70% of Indians don't own a car. So why is every Indian city designed entirely for the 30% that do?
Stood at a signal near Hebbal last week. Counted vehicles for about 10 minutes out of pure boredom.
Bikes and scooters. Overwhelmingly. Then autos. Then BMTC buses packed so full people were hanging off the door. Cars were maybe 20-25% of what I saw. But the entire road, 6 lanes, two flyovers, a grade separator that took 4 years to build, existed almost entirely to move those cars slightly faster.
The bus stop was a painted line on the shoulder. No shade. No seating. Standing in exhaust fumes.
This isn't a Bangalore problem. Drive through any Indian city and the logic is the same. Road widening projects always eat into footpaths first. Flyovers go where car traffic is heavy. Parking bylaws require developers to build more car parking than actual homes in some zones. Signal timings are calibrated for vehicle throughput not pedestrian safety.
Meanwhile the guy on the BMTC gets 90 seconds to cross 6 lanes if he's lucky.
Census data is pretty clear on this.
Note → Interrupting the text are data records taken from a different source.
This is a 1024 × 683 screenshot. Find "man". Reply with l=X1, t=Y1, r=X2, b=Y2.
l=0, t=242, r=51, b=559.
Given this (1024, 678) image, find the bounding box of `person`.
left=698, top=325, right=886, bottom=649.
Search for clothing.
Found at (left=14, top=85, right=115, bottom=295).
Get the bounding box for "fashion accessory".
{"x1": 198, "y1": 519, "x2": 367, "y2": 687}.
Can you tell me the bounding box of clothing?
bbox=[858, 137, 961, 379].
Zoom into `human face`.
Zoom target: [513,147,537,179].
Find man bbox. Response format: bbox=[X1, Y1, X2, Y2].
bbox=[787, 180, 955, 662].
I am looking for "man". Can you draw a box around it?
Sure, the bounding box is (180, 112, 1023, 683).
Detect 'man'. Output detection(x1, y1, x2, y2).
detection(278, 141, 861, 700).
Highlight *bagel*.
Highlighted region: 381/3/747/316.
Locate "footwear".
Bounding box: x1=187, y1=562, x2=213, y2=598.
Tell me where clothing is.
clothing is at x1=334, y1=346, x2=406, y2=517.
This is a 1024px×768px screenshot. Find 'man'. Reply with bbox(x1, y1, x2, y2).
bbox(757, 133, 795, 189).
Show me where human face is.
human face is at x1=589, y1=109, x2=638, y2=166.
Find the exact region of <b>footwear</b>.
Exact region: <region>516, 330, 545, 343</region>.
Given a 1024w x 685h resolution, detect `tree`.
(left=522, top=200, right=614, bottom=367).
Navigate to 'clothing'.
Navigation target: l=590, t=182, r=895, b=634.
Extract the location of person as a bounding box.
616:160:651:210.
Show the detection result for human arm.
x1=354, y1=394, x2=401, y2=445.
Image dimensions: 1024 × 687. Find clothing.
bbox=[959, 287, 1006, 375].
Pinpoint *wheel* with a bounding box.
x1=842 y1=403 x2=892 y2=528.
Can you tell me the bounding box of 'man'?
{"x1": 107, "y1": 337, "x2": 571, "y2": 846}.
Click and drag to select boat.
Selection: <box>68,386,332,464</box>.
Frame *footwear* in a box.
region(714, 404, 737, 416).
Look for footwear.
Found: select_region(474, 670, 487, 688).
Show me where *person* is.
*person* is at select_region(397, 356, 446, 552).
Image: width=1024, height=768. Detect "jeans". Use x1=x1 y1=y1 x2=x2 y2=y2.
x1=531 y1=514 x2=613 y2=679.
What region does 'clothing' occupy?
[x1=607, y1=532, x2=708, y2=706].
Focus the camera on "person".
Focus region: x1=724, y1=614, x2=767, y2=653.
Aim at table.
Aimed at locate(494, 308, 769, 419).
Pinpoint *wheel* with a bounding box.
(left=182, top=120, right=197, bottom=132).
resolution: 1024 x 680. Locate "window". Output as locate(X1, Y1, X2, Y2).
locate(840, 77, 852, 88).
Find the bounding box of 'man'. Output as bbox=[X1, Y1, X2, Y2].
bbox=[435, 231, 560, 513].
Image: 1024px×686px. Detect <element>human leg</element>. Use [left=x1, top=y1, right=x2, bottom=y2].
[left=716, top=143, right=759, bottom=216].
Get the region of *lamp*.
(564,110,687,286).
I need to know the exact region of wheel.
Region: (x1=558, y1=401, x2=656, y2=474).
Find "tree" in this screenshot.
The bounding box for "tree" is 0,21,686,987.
Less than 30% of Indian households own a car. But somewhere along the way city planning decided that car ownership was the default and everything else was a problem to manage around it.
The weird part is we have examples of it done differently right here. Pune's river promenade. Parts of Chandigarh. Connaught Place on a Sunday when they pedestrianise it. The moment you take cars out, people actually use the space. Families, walkers, vendors, everyone. Turns out people like cities that are built for people.
But those are exceptions and usually temporary ones.
I think the real problem is who sits in planning meetings. It's not the BMTC commuter. It's not the guy on the bike. It's people who drove to that meeting and will drive home after it.
What's it like in your city? Is there even one road that feels like it was designed for someone who doesn't own a car?